The process by which great nations are born and die, global empires are transformed into mediocre states and obscure upstarts turn into rulers of the world remains a mystery, despite all the best efforts of academics and politicians to crack it.
Today China is
at the center of the debate over this process, just as the United
States was 100 years ago. At the turn of the 20th century, the United
States was still waiting for its finest hour. It had already made a
remarkable economic leap, but had not yet received international
political recognition. There are many similarities in the historical
development trajectories of the United States and China at their moments
of transformation into world hegemonies. The founding father of China’s
economic miracle, Deng Xiaoping, instructed his successors to be modest
in their dealings with the outside world and wait for the right moment
to come into their own. Similar recommendations some 200 years earlier were left by U.S. founding father George Washington in his political will.
The
United States began to shed its isolationism only after it had
overtaken all its international economic rivals, which occurred under
Theodore Roosevelt in the 1900s. China’s current leader, Xi Jinping, has
much in common with Roosevelt. China’s “Big Stick policy” in the South
China Sea, tough rhetoric, ambitious statements — all these indicate
China’s desire to speed up the process of spending its economic capital on foreign policy.
For the U.S., the event that removed all obstacles on its path to establishing its international political influence was World War I.
A
glance at today’s headlines prompts the conclusion that China does not
have to wait long before it rises to the top of the global pedestal. The
confrontation between Russia and the West is a true godsend for China.
Just as the self-destruction of the Euro-
centric world a century ago
prepared the ground for building a new U.S.-centric system, the weakening of the U.S. in its standoff with Putin’s Russia in the 21st century will result in its being replaced by China as the leading global power.
It
is sad to admit that in both cases, the role of the key spoiler — the
country that ruined the balance of the global system — belongs to
Russia.
In the opinion of many Americans, modern Russia does not
present a serious force to be reckoned with internationally and can
claim only the status of a
regional power. They may be absolutely right as far as Russia’s positive
capabilities are concerned, but its negative potential is immeasurably
higher. Yet this is manifested not so much in military pressure on its East European neighbors or threats to turn the United States into
“radioactive ash.” The real Russian threat lies in Moscow’s ability to
destroy the U.S.-centric world order by starting to play the China card
in the hope of hurting the United States and compensating for losses
resulting from Western sanctions.
The argument in favor of Russia forming an anti-American
bloc with China and other countries, which is often repeated by
Moscow’s politicians, is that a new international system will not be
based on hegemony or bipolarity, but rather on equal partnership between
the growing economies of Eurasia and Latin America, which form a
counterbalance to the U.S. and challenge the dollar’s global domination. This utopia may have some propaganda value, but the problem is that even the masterminds of Russian foreign policy do not believe in it.
It
is absolutely obvious that the sluggish progress in Russian-Chinese
economic relations prior to 2014 and its substitution with grandiloquent, but ineffective, declarations and memorandums of understanding had only one reason: President Vladimir Putin did not want to let China onto his territory. Now, however, in 2014, this resistance is no longer possible.
Putin
has decided that the threat of China’s economic and demographic
domination of Russia is less serious than the threat of the United
States provoking a “color revolution” in Russia. Suddenly, the future
of the global political system has become less important than the more
immediate fear of losing political control. Putin was faced with the
dilemma of losing power under the Americans or retaining it under the
Chinese. It could hardly be a surprise that he opted for the latter.
A
similar strategic choice is being presented to the United States. The
recent series of East Asian summits has clearly shown that China will
not miss this opportunity to fish in these troubled waters, so the United States must
now decide which is more important to it: To punish the aggressor
Putin, losing its world hegemony in the process, or to find a way of
resolving the conflict with Russia, thus halting the process of China’s
transformation into a political and military superpower.
Unfortunately for the United States leadership, the choice is not as obvious as it was for Putin. It
does not have such a telling illustration of its political future as
the Russian leaders got on Feb. 22, 2014, when Ukrainian President
Viktor Yanukovych was deposed and fled the country.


Your task:
Whenever a line contains the string "text", copy it out of the entries.

[Items listed in a dataset]
□ □ □
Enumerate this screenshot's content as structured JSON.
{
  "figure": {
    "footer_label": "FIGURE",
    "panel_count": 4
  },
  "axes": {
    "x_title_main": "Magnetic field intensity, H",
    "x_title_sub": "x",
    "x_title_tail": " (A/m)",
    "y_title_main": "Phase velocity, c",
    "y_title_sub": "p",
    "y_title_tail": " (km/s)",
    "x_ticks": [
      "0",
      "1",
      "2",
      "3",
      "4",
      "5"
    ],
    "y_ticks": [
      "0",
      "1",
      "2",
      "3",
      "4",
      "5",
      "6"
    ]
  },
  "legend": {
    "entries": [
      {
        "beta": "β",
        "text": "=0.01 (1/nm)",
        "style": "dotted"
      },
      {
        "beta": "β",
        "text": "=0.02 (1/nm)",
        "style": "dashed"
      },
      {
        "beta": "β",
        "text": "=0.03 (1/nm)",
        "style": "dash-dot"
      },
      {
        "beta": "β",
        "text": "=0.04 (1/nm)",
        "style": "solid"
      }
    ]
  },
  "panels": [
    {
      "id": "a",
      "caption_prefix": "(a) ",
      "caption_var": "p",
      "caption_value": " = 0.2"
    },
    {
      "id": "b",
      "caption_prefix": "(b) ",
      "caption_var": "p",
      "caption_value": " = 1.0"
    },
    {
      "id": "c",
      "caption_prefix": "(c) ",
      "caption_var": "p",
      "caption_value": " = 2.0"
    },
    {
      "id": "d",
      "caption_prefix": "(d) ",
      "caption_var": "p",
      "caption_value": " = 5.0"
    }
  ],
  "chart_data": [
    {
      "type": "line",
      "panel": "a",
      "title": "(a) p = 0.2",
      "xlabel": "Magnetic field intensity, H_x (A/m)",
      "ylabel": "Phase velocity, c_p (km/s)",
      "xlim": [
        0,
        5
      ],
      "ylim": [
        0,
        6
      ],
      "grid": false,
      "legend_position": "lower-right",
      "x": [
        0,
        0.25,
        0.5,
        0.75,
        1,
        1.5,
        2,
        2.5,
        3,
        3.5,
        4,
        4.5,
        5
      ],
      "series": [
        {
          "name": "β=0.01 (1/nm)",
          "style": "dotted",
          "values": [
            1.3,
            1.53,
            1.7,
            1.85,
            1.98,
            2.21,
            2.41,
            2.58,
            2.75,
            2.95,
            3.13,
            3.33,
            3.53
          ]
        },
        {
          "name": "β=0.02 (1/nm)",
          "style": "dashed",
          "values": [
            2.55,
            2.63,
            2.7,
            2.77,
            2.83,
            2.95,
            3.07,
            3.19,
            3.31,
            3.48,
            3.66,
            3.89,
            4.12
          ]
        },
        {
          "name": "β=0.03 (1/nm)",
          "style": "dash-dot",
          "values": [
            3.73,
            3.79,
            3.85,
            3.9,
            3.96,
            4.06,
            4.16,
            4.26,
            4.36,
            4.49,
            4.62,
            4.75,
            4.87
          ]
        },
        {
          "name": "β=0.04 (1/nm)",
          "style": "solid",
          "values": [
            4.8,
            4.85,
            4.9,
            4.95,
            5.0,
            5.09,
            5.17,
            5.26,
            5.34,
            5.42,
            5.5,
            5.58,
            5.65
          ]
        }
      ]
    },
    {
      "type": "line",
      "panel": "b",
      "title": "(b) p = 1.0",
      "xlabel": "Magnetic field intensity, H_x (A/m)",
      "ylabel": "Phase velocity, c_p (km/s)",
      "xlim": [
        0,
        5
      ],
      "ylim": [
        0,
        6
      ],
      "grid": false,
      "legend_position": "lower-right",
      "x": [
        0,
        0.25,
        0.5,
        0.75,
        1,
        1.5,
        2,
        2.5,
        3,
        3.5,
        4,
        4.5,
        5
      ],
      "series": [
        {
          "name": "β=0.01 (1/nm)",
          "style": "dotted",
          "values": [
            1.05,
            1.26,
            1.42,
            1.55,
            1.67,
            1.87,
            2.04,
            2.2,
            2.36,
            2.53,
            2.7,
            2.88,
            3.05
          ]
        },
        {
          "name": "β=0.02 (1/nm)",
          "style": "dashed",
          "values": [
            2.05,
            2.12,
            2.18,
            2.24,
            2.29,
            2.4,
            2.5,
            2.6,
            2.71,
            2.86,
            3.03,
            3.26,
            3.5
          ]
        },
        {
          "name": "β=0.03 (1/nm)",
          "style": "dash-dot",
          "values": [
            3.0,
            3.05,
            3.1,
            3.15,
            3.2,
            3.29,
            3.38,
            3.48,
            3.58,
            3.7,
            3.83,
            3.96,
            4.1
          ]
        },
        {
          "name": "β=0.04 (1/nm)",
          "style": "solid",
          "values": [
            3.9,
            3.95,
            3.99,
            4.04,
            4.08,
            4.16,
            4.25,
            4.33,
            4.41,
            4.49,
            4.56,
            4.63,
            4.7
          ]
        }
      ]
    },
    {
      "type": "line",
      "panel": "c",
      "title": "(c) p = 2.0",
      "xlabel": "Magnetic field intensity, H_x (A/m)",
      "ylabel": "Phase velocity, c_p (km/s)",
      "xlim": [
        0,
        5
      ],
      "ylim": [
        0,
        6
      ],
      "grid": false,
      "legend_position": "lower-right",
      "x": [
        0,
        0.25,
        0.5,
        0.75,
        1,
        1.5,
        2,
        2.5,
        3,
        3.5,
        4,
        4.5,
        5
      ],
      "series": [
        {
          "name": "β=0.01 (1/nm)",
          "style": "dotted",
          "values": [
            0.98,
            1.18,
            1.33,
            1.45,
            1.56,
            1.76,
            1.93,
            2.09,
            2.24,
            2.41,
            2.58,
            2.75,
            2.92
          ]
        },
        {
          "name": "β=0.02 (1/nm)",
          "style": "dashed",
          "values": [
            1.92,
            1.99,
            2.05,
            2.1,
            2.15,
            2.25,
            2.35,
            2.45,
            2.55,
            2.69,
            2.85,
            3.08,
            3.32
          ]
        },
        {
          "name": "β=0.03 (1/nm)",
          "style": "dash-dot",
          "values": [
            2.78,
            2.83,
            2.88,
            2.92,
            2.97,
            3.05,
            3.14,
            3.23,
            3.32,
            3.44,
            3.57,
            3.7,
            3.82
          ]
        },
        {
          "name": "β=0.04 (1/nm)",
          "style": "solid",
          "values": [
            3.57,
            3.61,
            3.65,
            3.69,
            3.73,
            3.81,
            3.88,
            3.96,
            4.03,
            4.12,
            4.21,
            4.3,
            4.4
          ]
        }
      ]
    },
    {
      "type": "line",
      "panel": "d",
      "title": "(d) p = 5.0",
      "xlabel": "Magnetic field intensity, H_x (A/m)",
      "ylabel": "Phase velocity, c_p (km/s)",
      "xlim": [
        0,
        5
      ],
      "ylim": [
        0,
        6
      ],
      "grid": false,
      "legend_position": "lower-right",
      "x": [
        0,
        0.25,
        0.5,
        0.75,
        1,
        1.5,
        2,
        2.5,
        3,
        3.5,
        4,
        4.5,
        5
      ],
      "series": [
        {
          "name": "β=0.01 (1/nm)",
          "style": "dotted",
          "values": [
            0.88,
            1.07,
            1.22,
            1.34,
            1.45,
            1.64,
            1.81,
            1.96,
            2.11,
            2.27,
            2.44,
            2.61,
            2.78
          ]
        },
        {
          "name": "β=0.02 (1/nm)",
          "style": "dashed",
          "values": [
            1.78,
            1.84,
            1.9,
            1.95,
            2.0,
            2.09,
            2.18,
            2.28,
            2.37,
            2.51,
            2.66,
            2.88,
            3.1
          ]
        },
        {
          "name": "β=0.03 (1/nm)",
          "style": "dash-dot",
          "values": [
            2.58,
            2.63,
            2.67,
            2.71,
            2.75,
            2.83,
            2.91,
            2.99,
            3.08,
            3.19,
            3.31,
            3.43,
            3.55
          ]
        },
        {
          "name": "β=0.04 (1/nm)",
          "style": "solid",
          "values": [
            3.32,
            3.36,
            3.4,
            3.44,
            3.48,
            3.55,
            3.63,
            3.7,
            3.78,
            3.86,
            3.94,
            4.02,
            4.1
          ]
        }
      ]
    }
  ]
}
□ □ □
Output below:
        "text": "=0.01 (1/nm)",
        "text": "=0.02 (1/nm)",
        "text": "=0.03 (1/nm)",
        "text": "=0.04 (1/nm)",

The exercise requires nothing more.